• A 4D Soundtrack: Mr. and Mrs. Smith

    Music tells stories. Every song sparks flashbacks. Some tunes set a mood, some lyrics stir our feelings, some rhythms rock our hips. In the film industry, combining original score with memorable songs is a delicate craft. It is for gifted people, that have listened to lots of music from diverse genres and cultures; people with a supernatural sense for pairing melodies with scenes, building tension, releasing frantic chases, moving audiences to tears and plucking the strings of the human heart.

    The multi-awarded music supervisor Jen Malone (Euphoria, John Wick 4, Clickbait) made a fine work assembling a four-dimensional soundtrack for Mr. and Mrs. Smith, the winner of two primetime Emmy awards and nominated for other 77 awards. The show was written, produced and directed by American-Salvadorian producer/writer Francesca Sloan along with Donald Glover, also lead actor and a musician with the stage name of Childish Gambino.

    The first season has a solid 91% in Rotten Tomatoes, the second season was confirmed in May 2024, and it is very exciting the prospect of a new leading couple: Mark Eydelshteyn and Billie Eilish (!).

    Composer David Fleming (The last of us; Americana; Damsel) prepared the original score with the producers’ assignment of making it exciting, crazy and offbeat. Filmed in breathtaking locations in New York, Veneto, Lake Como and Colfosco, the series abound in fast-paced action, visual gags, serious fight choreography and deadpan humour lines. Grasping all these layers is difficult but also explains the richness and complexity of every part. Have a taste with “domestic bliss no. 1”.

    The original score works as a central pulse, a beacon signalling the path back home. However, much of the series success is, in my view, a result of the breadth and depth of the soundtrack. An artist list with Patsy Kline, Darude, Tokisha, Mina Mazzini, Juan Luis Guerra, L.T.O., Trio Lescano and Bonnie Banane is intertextual: brings sensations and memories attached to different events from the viewer’s own experience to charge the peak emotions propelling the storyline. It also reveals the unsettling presence of, either a music lover with encyclopaedic mind, or an ensemble of characters in musical production. Eclectic, you may say, but each fragment suits perfectly the pace and proceedings in the foreground.

    Each pick is in itself a piece of (musical) history. When we enjoy the harmonics in “Tornerai”, from Trio Lescano, we cannot suspect that the female vocal group of Hungarian-Duch sisters that sang in German and Italian, were cheering the top war command from 1936 to 1946.

    Snow

    When the axis was going south, they did the same, relaunching their career in South American circuits, taking stock of the post-war immigration waves from Germany, Italy, Poland and Hungary. They continued to live most of their lives in Venezuela, which back in fifties, was the fourth wealthiest nation in the world. It is a story with so many twists and mysteries, that needs their own series, their own soundtrack, or at least, a note of their own in OranshNote®.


• EXERCISE OBJECTIVE
Count the lines below containing "Pick"; state the number only.

**********

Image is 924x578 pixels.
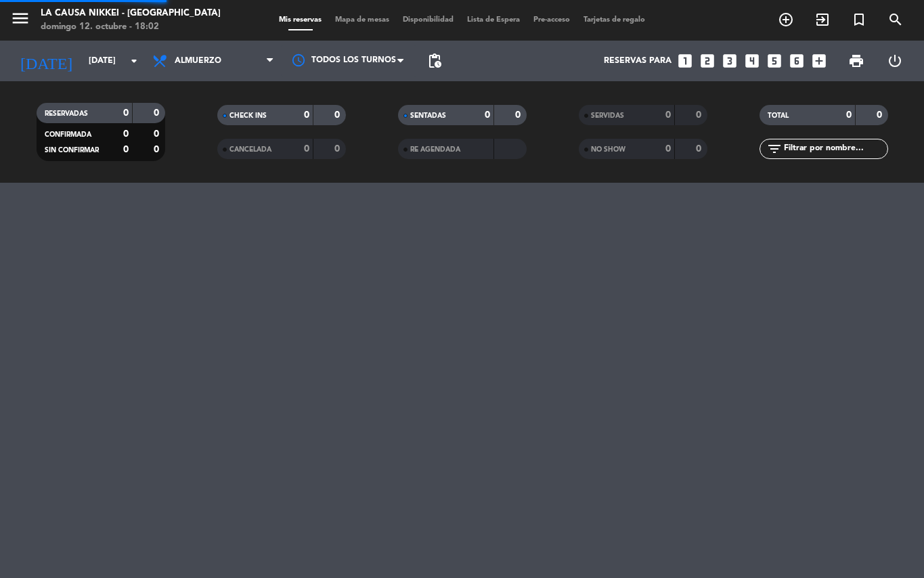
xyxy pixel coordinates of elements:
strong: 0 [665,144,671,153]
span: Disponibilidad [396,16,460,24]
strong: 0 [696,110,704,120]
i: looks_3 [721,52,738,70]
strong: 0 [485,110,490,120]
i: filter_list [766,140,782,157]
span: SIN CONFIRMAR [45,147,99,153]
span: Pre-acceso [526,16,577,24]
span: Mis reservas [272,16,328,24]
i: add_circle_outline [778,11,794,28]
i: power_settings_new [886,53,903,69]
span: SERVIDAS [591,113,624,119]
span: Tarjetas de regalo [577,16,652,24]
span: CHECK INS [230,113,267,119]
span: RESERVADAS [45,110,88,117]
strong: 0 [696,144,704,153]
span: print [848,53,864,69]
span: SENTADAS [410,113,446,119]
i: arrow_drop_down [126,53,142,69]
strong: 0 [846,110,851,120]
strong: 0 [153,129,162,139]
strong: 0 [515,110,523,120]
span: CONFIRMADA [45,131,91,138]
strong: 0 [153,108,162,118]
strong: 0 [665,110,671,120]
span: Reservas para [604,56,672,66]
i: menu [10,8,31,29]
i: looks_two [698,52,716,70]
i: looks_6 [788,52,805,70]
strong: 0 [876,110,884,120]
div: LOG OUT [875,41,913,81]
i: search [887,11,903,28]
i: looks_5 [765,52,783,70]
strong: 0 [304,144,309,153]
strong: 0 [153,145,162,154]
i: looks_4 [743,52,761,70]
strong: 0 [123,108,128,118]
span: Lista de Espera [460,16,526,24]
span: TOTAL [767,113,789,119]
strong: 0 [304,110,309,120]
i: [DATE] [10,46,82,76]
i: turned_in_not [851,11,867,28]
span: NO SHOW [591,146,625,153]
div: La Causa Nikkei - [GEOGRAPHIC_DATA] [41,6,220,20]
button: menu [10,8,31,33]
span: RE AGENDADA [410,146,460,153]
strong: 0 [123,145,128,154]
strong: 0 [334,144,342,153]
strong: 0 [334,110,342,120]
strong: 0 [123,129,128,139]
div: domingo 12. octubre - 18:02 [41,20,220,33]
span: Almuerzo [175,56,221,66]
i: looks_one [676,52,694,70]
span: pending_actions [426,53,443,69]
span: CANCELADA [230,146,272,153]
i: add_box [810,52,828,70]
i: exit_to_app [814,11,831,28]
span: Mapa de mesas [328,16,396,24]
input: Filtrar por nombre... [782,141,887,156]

**********

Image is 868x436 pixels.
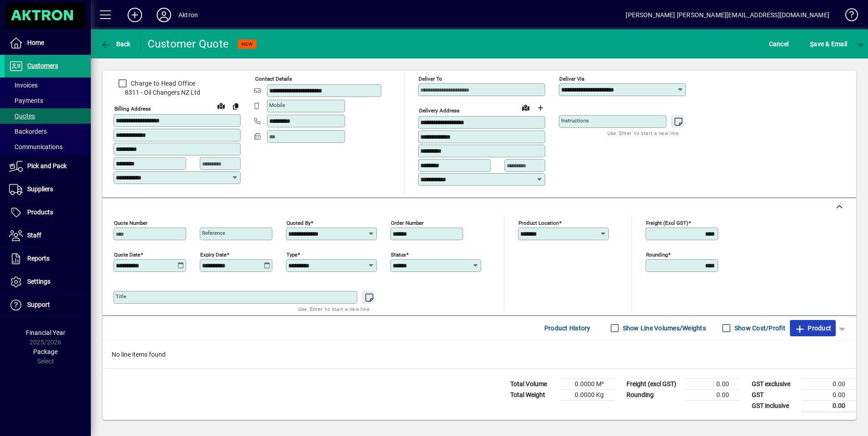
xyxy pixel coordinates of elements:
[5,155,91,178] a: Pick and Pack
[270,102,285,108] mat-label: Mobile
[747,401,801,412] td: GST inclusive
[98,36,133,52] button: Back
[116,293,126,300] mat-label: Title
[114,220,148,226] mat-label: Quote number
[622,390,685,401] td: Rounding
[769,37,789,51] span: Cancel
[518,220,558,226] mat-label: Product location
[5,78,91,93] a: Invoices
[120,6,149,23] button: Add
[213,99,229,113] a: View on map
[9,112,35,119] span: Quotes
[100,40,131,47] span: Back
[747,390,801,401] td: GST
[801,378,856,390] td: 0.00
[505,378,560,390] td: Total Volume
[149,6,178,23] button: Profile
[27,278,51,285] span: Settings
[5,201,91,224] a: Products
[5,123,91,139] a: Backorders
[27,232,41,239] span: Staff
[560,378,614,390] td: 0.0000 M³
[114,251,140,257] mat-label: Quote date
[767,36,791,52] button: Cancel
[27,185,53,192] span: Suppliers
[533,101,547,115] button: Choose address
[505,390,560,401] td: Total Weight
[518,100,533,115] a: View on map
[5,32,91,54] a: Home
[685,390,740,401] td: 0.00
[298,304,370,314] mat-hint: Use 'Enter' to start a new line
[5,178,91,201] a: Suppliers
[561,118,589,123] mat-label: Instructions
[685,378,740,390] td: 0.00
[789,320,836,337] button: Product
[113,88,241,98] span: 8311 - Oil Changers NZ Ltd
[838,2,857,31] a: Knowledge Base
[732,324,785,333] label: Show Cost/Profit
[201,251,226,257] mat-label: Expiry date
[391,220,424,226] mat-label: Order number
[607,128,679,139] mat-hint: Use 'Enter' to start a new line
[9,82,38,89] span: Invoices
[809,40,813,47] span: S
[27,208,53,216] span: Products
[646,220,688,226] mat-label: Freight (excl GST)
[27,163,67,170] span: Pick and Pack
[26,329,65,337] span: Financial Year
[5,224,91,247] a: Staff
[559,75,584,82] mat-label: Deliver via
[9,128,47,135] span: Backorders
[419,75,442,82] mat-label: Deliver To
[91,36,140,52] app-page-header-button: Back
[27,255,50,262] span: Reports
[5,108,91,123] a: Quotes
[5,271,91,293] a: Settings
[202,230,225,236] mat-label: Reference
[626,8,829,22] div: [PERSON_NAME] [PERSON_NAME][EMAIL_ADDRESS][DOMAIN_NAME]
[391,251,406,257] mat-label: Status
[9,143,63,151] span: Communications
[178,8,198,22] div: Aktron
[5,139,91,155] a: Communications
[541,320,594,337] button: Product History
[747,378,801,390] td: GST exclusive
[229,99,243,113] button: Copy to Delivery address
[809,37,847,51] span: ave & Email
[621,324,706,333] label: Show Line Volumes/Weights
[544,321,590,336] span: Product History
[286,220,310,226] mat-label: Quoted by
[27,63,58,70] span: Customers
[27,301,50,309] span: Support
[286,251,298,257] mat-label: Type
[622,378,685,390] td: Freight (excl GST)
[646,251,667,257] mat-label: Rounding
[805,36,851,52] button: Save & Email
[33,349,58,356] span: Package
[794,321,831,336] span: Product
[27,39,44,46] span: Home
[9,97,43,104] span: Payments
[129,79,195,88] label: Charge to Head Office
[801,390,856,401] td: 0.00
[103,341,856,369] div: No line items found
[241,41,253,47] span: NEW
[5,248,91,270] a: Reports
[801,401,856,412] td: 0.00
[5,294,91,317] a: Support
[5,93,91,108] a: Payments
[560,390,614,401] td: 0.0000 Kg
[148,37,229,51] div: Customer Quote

**********

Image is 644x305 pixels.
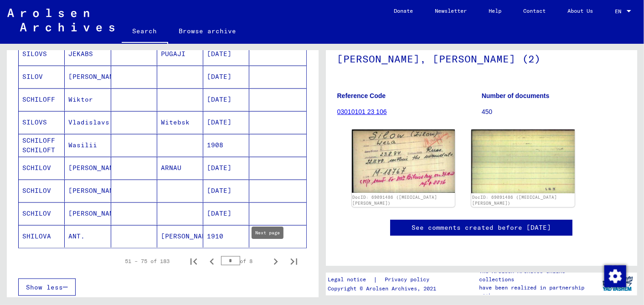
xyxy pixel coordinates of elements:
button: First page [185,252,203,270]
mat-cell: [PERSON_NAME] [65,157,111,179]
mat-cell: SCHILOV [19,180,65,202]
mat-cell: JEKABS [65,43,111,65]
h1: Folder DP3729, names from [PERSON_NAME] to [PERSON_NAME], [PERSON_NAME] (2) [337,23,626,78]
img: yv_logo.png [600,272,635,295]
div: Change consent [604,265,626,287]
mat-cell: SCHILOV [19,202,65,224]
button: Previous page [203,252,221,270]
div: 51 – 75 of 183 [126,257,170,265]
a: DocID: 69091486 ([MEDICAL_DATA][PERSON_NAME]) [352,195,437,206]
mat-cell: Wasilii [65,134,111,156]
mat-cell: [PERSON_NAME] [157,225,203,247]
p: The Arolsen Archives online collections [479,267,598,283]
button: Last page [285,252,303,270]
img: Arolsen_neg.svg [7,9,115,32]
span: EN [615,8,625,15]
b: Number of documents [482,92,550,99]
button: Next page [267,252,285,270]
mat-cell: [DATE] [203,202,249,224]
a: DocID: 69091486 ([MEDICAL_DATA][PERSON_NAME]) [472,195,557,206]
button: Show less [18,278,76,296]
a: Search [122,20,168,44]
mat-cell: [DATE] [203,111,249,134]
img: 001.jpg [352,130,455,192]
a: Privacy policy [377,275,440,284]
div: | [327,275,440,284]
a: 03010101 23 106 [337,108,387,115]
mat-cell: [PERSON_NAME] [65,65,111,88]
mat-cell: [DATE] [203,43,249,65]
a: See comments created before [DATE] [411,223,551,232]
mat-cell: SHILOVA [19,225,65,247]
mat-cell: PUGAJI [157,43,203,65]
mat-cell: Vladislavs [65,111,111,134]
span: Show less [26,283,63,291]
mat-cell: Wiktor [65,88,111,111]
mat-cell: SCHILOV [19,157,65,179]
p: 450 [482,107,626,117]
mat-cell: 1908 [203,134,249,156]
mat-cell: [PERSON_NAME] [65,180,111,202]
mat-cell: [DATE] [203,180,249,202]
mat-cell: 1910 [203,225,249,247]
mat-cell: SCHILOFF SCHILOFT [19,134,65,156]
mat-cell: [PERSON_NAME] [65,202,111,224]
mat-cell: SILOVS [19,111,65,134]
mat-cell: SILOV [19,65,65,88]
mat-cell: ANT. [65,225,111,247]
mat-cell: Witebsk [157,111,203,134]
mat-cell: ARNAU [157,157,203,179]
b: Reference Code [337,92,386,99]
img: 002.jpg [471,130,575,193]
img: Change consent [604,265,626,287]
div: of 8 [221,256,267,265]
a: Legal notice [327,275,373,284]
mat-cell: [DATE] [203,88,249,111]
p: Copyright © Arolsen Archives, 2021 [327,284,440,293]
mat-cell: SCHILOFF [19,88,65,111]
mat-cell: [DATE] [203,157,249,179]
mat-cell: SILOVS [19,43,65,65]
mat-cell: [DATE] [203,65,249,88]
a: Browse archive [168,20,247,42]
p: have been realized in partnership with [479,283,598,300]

**********

• THE ANSWER
2